The Olympics were revived in their modern form in 1896. The truce’s resurgence followed nearly a century later, in 1994, as war raged through the former Yugoslavia.
The proposed timeout starts one week before the Winter Games open on Feb. 6 and runs until one week after the March 15 Paralympics’ close. It is backed by a UN General Assembly resolution.
If history is any indication, no sudden worldwide peace is imminent: The truce has a dismal 0-17 record, having failed to halt a single war.
Sarajevo, Korea and the power of sport
The first modern Olympic truce, during the 1994 Winter Games in Lillehammer, Norway, did produce a one-day pause in the siege of Sarajevo, allowing aid convoys to deliver food and medicine to the Bosnian capital’s desperate residents. In Sydney six years later, North and South Korea marched together at the opening ceremony.
Governments around the world overwhelmingly agree that sport can unite and heal.
“Wherever possible, we should strive toward creating even a small space for peace,” Constantinos Filis, director of the International Olympic Truce Center, told The Associated Press.

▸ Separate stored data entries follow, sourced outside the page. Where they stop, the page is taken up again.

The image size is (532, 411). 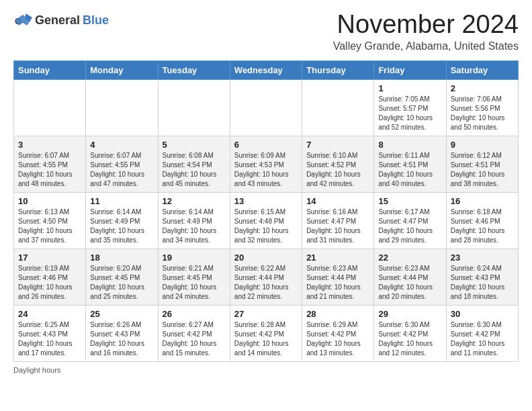 I want to click on day-number: 10, so click(x=50, y=201).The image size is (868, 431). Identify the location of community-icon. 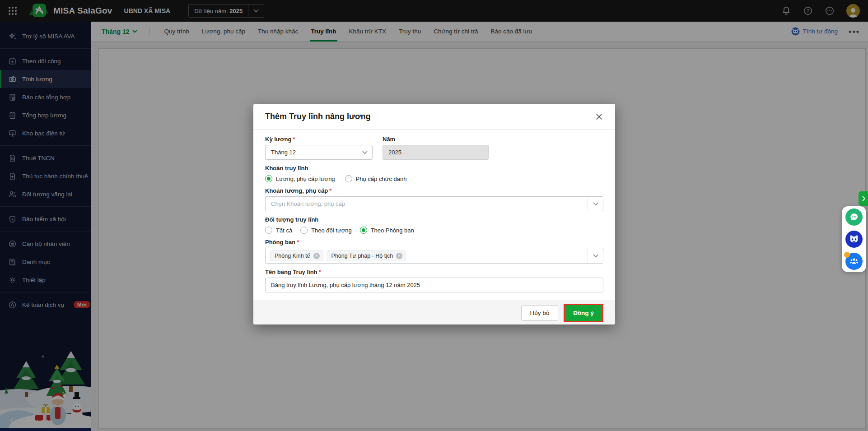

Ceasefire initiatives still count in an era of global disorder and political polarization, as unilateral aggression increasingly threatens international cooperation, argues Filis, who is also director of the Institute of Global Affairs in Athens.
“This may not always be achievable in practice,” he said, “but the message reaches every corner of the globe.”
Arithmetic of a world’s wars
Outside the Swedish capital of Stockholm, a group of academics has tracked global war trends for more than 80 years. It reported that 2024 had the highest number of active armed conflicts in a single year: 61.
“We’ve seen quite a strong increase in the number of conflicts over the past five or six years,” said Shawn Davies, a senior analyst at Uppsala University’s Department of Peace and Conflict Research. And its upcoming annual report will show 2025 had even more conflicts than the prior year, he added.
As the US steps back from multilateralism, Davies said, countries are becoming more likely to test their neighbors, creating a more volatile, fragmented security landscape.
Some major conflicts remain largely unnoticed in the West, he said, pointing to western Africa, where Al-Qaeda and Daesh group affiliates continue to spread across borders.
And the “Doomsday Clock”, a symbolic gauge of Earth’s existential peril, edged closer to midnight this week, according to an announcement from members of the Bulletin of the Atomic Scientists.
Hope versus broken promises
UN truce resolutions typically pass with broad majorities. Yet signatories repeatedly break their own pledge. Russia’s full-scale invasion of Ukraine in 2022 infamously began during a truce period.
“I think the Olympics are an excellent moment to symbolize peace, to symbolize respect for international law, and to symbolize international cooperation,” UN Secretary-General António Guterres told reporters Thursday.
Kirsty Coventry, the multi-Olympic swimming champion who last year became the first woman to lead the International Olympic Committee, addressed the General Assembly at the latest vote in November.
Watching peaceful competition, she said, inspired her to begin her gold-medal journey as a young girl in Zimbabwe.
“Even in these dark times of division, it is possible to celebrate our shared humanity and inspire hope for a better future,” Coventry said.
“Sport — and the Olympic Games in particular — can offer a rare space where people meet not as adversaries, but as fellow human beings,” she said. “This is why the Olympic Truce is so important.”